BOOOM*** No, it wasn't over. My deformed car and I were airborne. My eyes were still closed, but I could feel the flight. It must be my last---
TAHHH*** It was a short ride that ended with a thunderous blast of metal-concrete collision. We hit the median. One tire exploded. We bounced off back to the center lane.
SILENCE. Am I alive? I got out of the wreckage. It wasn't a car. I don't remember opening any door or climbing though a window opening. All I remember was staggering away from a smoking thing and dropping to the asphalt.
"Are you okay? The ambulance is on its way. I'm a nurse . . ."
"What?"
"Don't move . . . you'll be fine," she said, gently wiping the blood off my face. "What's your name?"
"What?"
"Your name?"
"Papa . . . Papa, are you okay? Papa . . ."
"You were alone in your car," she said. "Your Papa must be okay. Relax. Oh, I can here the sirens."
"What happened?" I asked, trying to focus on her face.
"You were hit by a semi. You were so lucky."
"Where is he?"
"There," she said, pointing. The Devil was parking about one hundred yards ahead.
Traffic was lined up for who knows how far. The paramedics had arrived, trailed by the police and fire trucks.
I was on my way to Bethesda North. They wanted to clean me up and make sure that there was no trace of concussion. By that time I felt more alive, far more than I had felt a little while ago. I quivered at the thought that my father could have been sitting in that seat beside me. Oh God, thank you . . .

"I'm sorry, but I have to write you a ticket," the officer said, standing by my hospital bed.
"What?"
"There were witnesses."
"What witnesses? He just hit me . . ."
"I'm sorry," he said, handing me the orange paper. "You can fight it in court if you wish. Sign here please."
"Okay . . ."
"By the way, were you wearing a seatbelt?"
"I . . ."
"Never mind . . . you must have been."

"I-71 has reopened after Thursday afternoon crashes near Hyde Park.
A police dispatcher with the Ohio State Highway Patrol told 9News that two separate collisions involving semi-trailers occurred almost simultaneously on both North and South bound. Emergency crews took two people to the hospital. No names or conditions have been released. 9News, Hagit Limor reporting."
"More news after this . . ."


VIOLENCE
by Dick Mashburn

Basic facts: Loaded cement truck approaching intersection at bottom of steep hill. The traffic light for traffic coming down the hill is red. The truck driver apparently disregards the signal and crashes into the mid-section of the auto, killing driver and passenger in the car.

Our job is to figure out why truck ran red light.

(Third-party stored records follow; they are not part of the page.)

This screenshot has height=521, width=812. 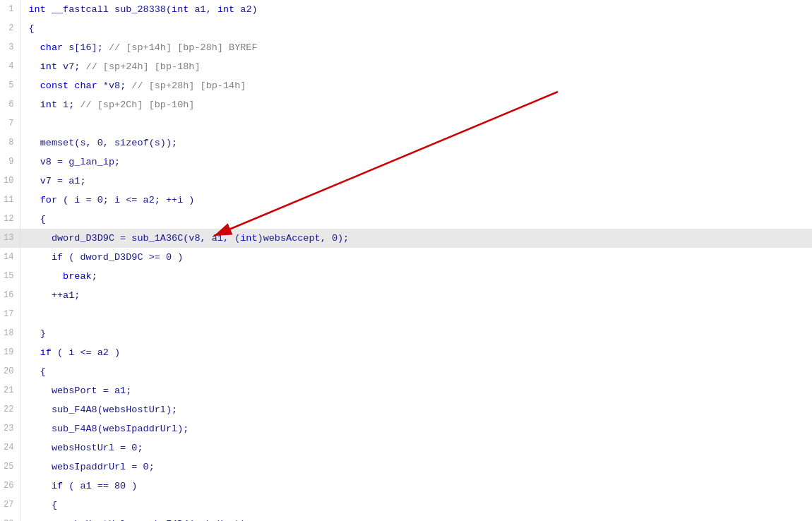 What do you see at coordinates (416, 48) in the screenshot?
I see `code-line: char s[16]; // [sp+14h] [bp-28h] BYREF` at bounding box center [416, 48].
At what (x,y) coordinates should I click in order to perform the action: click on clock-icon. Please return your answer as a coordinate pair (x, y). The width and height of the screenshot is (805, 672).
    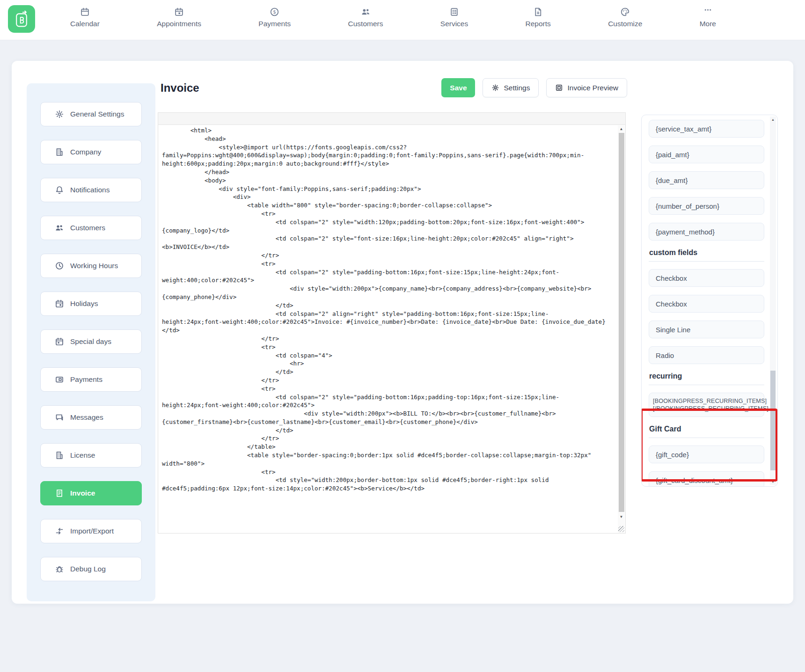
    Looking at the image, I should click on (59, 266).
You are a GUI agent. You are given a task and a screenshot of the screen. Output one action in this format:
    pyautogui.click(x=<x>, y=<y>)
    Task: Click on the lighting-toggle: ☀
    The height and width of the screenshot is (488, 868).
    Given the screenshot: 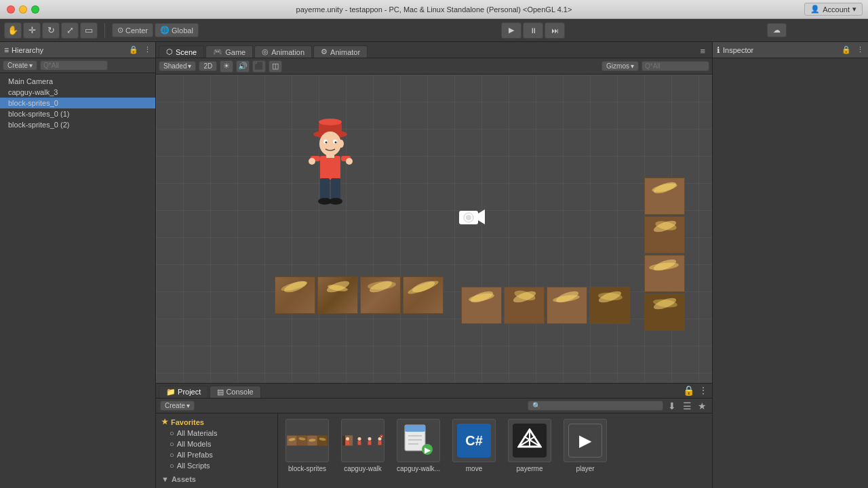 What is the action you would take?
    pyautogui.click(x=226, y=66)
    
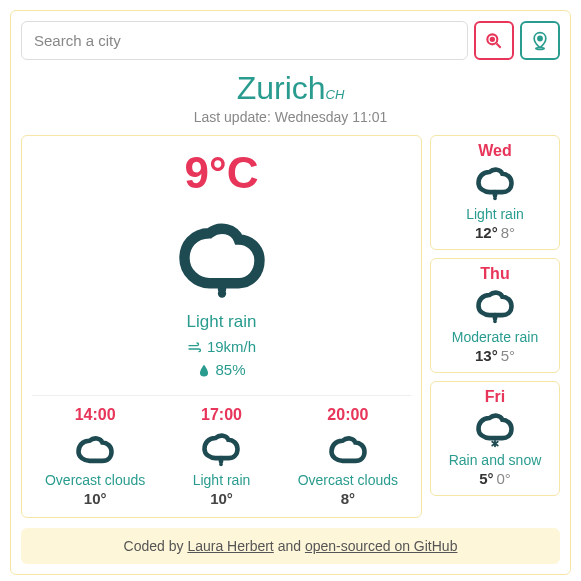  Describe the element at coordinates (382, 546) in the screenshot. I see `github-link: open-sourced on GitHub` at that location.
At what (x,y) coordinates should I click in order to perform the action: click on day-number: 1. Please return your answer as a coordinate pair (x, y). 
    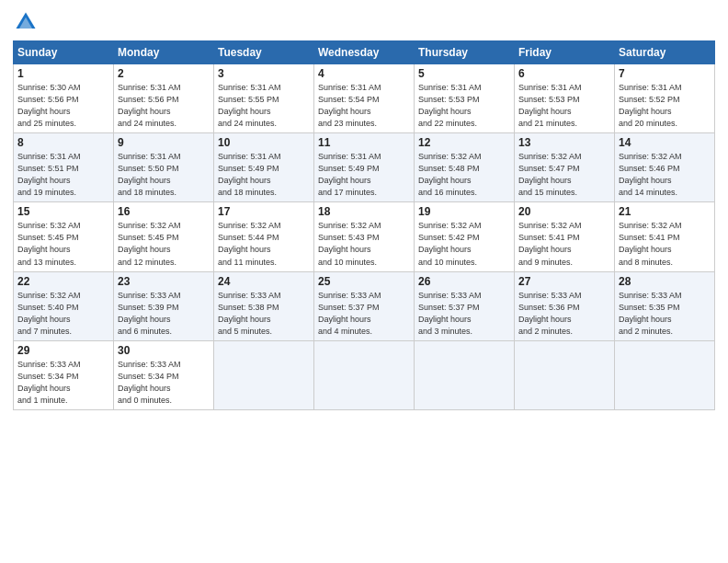
    Looking at the image, I should click on (63, 74).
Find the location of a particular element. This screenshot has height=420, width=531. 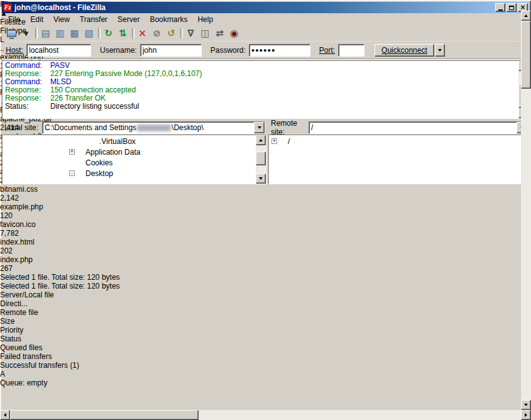

quickconnect-bar: Host: Username: Password: Port: Quickcon… is located at coordinates (265, 50).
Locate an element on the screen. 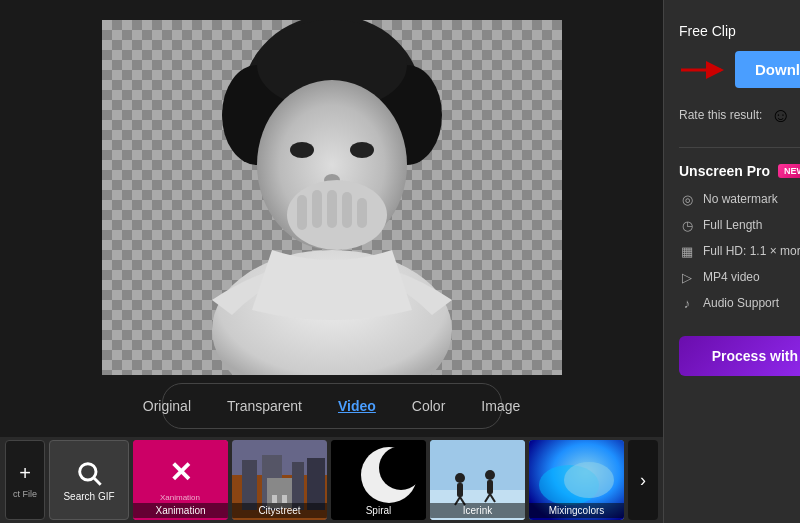  feature-full-hd: ▦ Full HD: 1.1 × more pixels is located at coordinates (740, 251).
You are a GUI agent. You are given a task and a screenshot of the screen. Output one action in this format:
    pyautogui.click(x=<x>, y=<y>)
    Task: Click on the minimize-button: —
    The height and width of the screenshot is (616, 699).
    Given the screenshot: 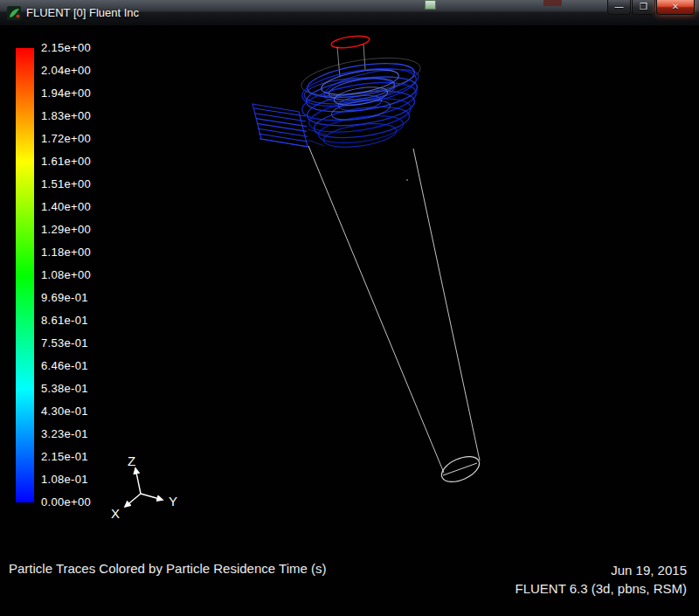 What is the action you would take?
    pyautogui.click(x=619, y=7)
    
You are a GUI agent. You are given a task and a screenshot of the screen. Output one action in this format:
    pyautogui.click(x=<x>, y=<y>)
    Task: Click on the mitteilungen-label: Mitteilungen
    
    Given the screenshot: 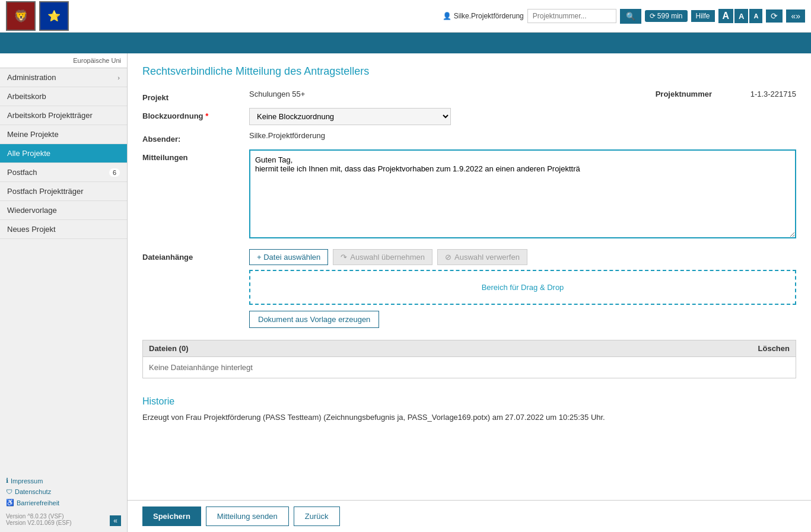 What is the action you would take?
    pyautogui.click(x=165, y=158)
    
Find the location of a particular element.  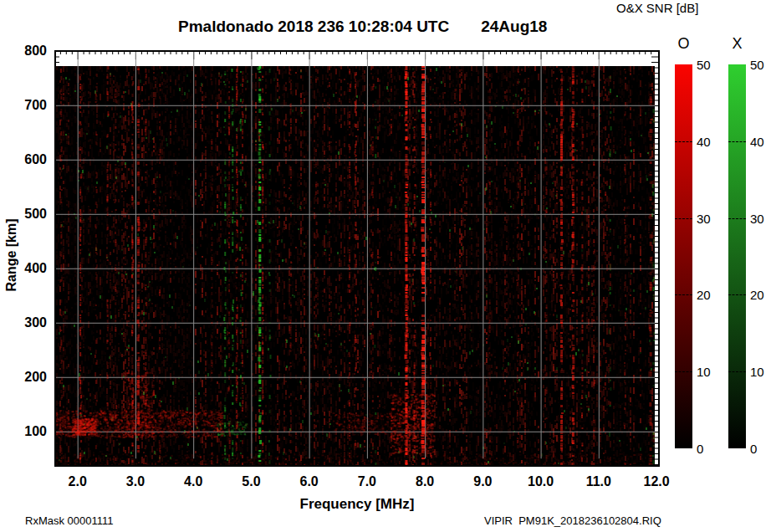

colorbar-x-label: X is located at coordinates (738, 43).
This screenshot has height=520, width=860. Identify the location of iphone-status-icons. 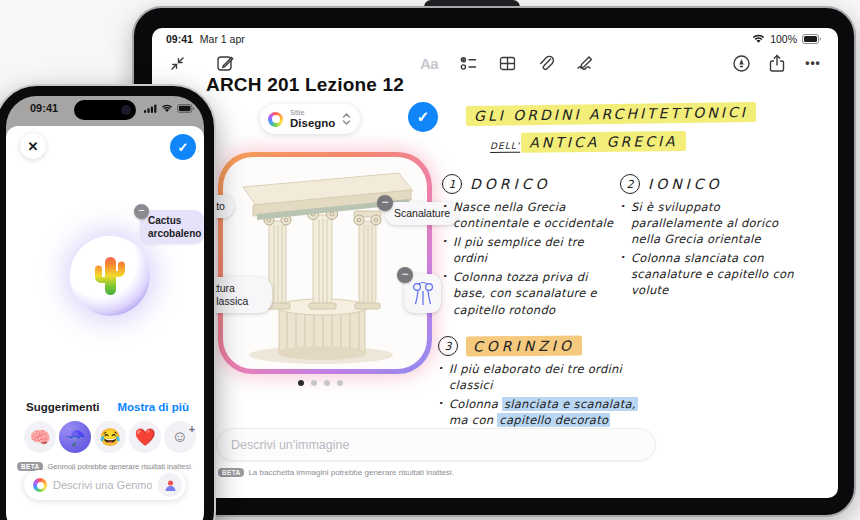
(170, 108).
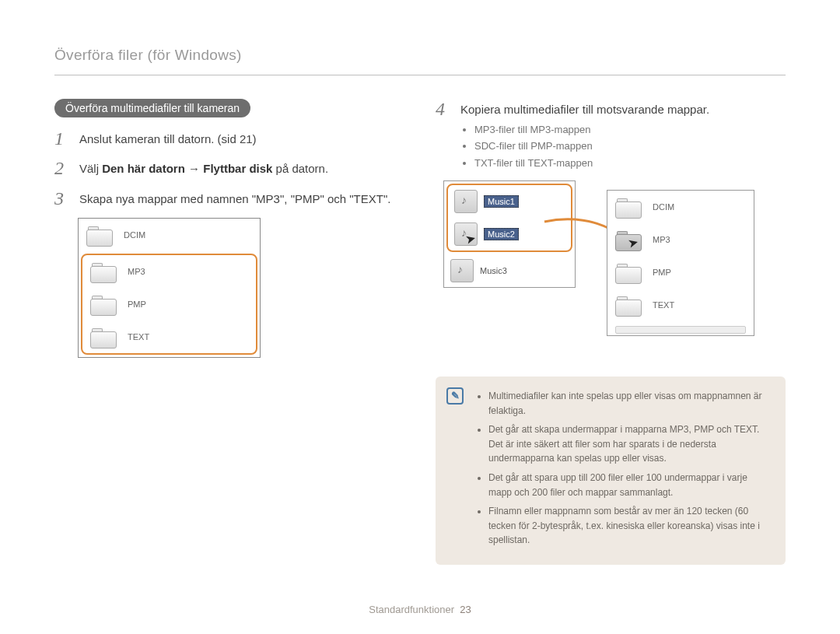 The image size is (840, 634). What do you see at coordinates (630, 485) in the screenshot?
I see `note-item: Det går att spara upp till 200 filer ell…` at bounding box center [630, 485].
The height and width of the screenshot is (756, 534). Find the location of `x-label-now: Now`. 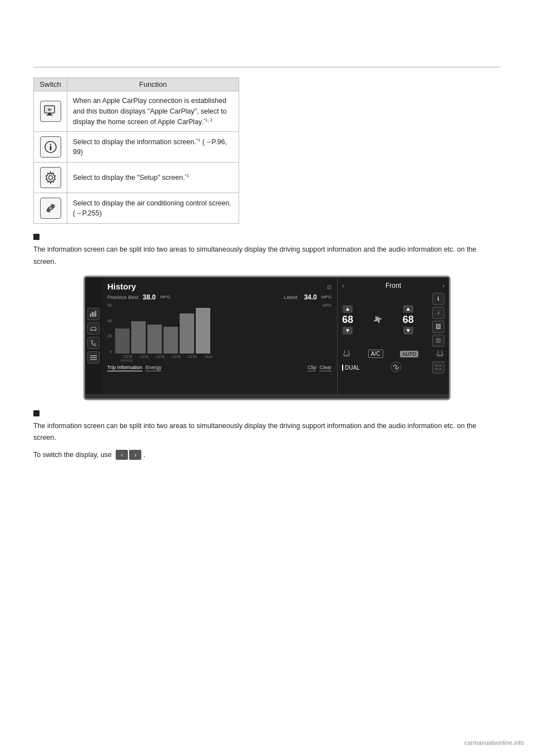

x-label-now: Now is located at coordinates (209, 356).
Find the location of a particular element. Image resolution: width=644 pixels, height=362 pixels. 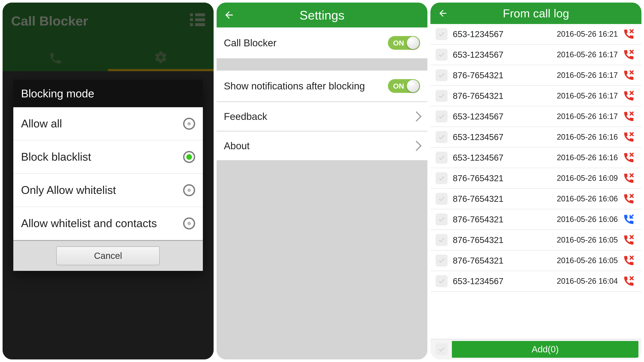

dialog-title: Blocking mode is located at coordinates (108, 93).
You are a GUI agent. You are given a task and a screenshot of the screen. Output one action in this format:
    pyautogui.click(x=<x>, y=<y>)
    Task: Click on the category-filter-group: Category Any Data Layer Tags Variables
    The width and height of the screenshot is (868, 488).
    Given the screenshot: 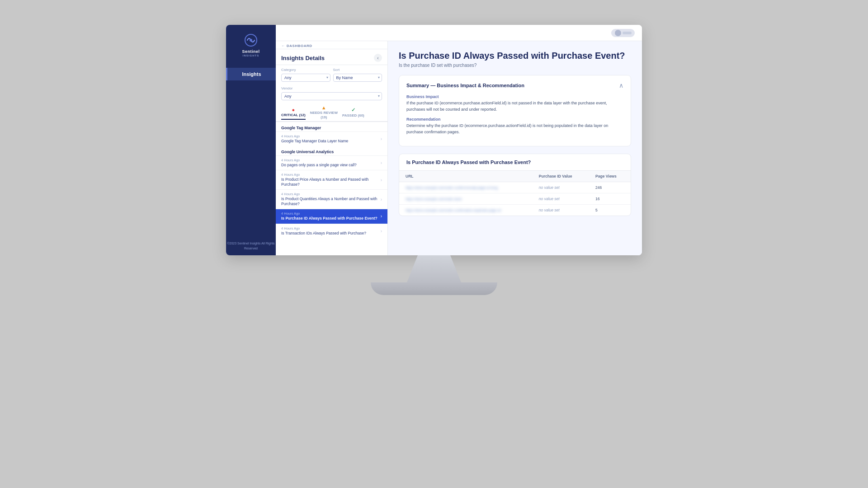 What is the action you would take?
    pyautogui.click(x=306, y=75)
    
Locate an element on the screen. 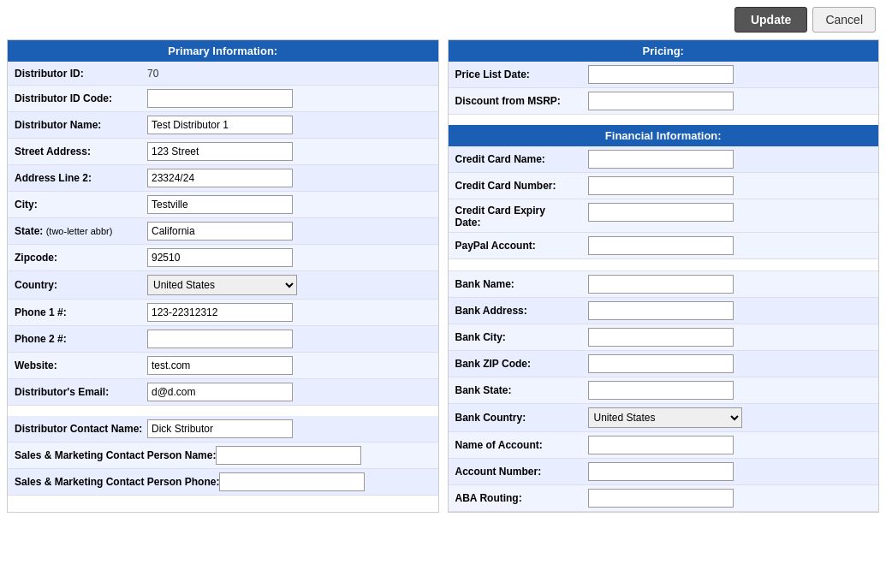  price-list-date-row: Price List Date: is located at coordinates (664, 75).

The accident investigator later said that the truck could have stopped. Testing showed that the brakes were fully functional. That left intent as the only plausible reason for the wreck, but there was no motive, unless the truck driver had a reason or no reason at all, if worthiness of motive counts, for running the red light and vaporizing the sedan that was filled with a young man and young woman just a moment ago and is now filled with bloody body parts.

Wasn't the truck driver Rodney Smerling?, thought Officer Albertson

Didn't he graduate from high school in the same class as Bart and Molly, who only seconds ago were probably on their way to a class picnic? If I weren't working, I'd be on the way myself.

But I have no clue as to any motive involving the three of them.

Rodney and Bart and I played on the same high school football team, did't we? wondered Officer Albertson. Was there ever tension between him and me?

And what about Molly? Could Bart have intended to put her in the path of the truck? What if she was pregnant? What if she was carrying Rodney's child?